Saturday, September 04, 2010

 

A starry-eyed mission


From The Hindu

The sun — like a benevolent god, it shines down upon the Earth and sustains all life, and god-like, it has also been beyond the reach of human endeavour. At least until now.

This week, the National Aeronautical and Space Administration (NASA) announced its most ambitious space exploration project yet — to send a probe to our nuclear-powered star by the year 2018.

In developing the path-breaking mission, called Solar Probe Plus, NASA said it was hoping to encounter and study the sun "closer than ever before". The unprecedented project is slated to launch no later than 2018 and will send a small car-sized spacecraft across nearly 150 million kilometres to "plunge directly into the sun’s atmosphere" four million miles above the star’s surface.

The craft would have to withstand temperatures exceeding 2550 degrees Fahrenheit and blasts of intense radiation and to do so, it would be constructed using a revolutionary carbon-composite heat shield.

If the mission succeeds, the spacecraft will have an “up close and personal view of the sun,” NASA said, and it would enable scientists to better understand, characterise and forecast the radiation environment for future space explorers.

Dick Fisher, director of NASA’s Heliophysics Division, said, “The experiments selected for Solar Probe Plus are specifically designed to solve two key questions of solar physics — why is the sun's outer atmosphere so much hotter than the sun’s visible surface and what propels the solar wind that affects Earth and our solar system?" He added that scientists had struggled with such questions for decades and this mission would finally provide answers.

In particular, NASA noted that a mission to provide such measurements was first recommended in 1958 by the National Academy of Science’s “Simpson Committee", and since then NASA had conducted several studies of possible implementations of a Solar Probe mission.

Five science investigations

To make this historic project a reality, NASA said it had selected five science investigations from a 2009 list of proposals that it had called for. The space agency said the total dollar amount for the five selected investigations was approximately $180 million for preliminary analysis, design, development and tests.

Among the selected proposals were studies that proposed to examine particles in solar wind, telescopes designed to make three dimensional images of the sun’s corona, and projects that sought to measure energy fields, radio emissions, and shock waves in the sun’s atmospheric plasma.

An Indian-American scientist on the Solar Probe Plus team, Madhulika Guhathakurta, said, "This project allows humanity's ingenuity to go where no spacecraft has ever gone before... For the very first time, we'll be able to touch, taste and smell our sun."

NASA noted that the Solar Probe Plus mission was part of its "Living with a Star" programme, designed to understand aspects of the sun’s and Earth’s space environment that affected life and society.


TASK TO CARRY OUT:
Only the lines from the one with "Identify the location" through the last line of the material below belong in the answer, copied exactly and without pictures.
= = = = = = =
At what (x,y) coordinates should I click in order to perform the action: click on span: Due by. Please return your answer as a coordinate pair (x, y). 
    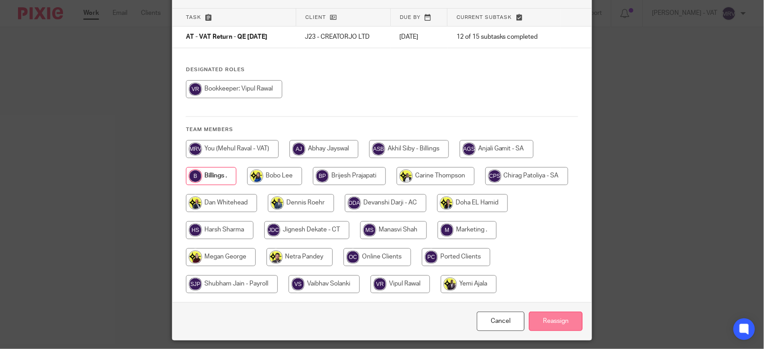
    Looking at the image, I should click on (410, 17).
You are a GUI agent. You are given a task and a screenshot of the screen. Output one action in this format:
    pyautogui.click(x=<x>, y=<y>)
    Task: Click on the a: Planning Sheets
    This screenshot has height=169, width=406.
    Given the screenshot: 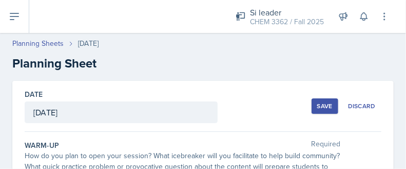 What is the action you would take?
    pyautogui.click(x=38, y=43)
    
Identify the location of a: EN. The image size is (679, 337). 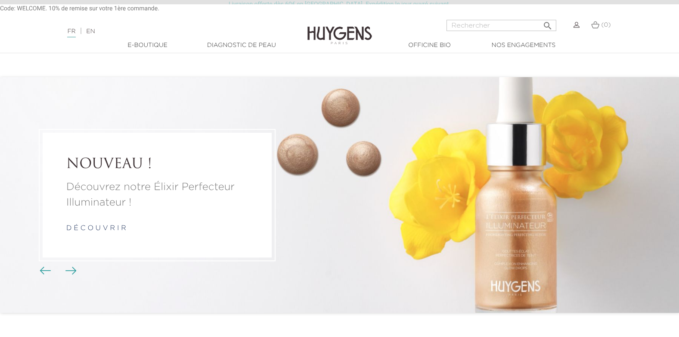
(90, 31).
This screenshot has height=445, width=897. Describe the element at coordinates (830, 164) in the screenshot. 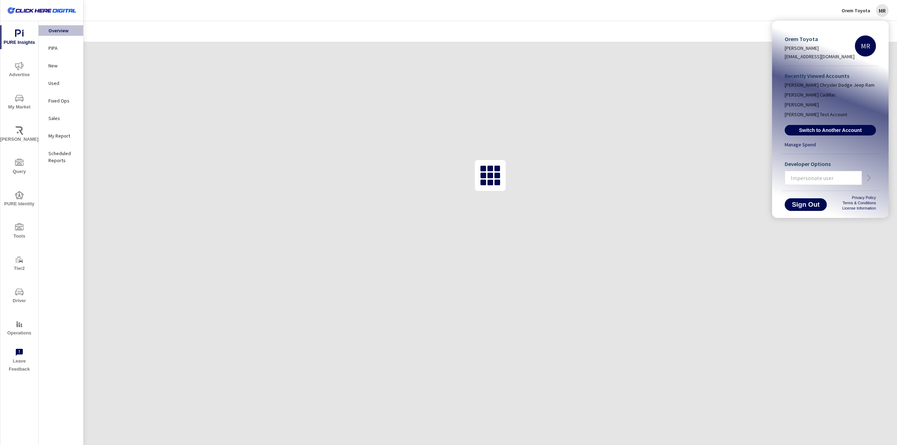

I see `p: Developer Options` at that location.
= = = = = = =
WRITTEN RESPONSE:
Identify the location of a: EN. The image size is (679, 337). 
(90, 31).
This screenshot has height=445, width=897. Describe the element at coordinates (830, 164) in the screenshot. 

I see `p: Developer Options` at that location.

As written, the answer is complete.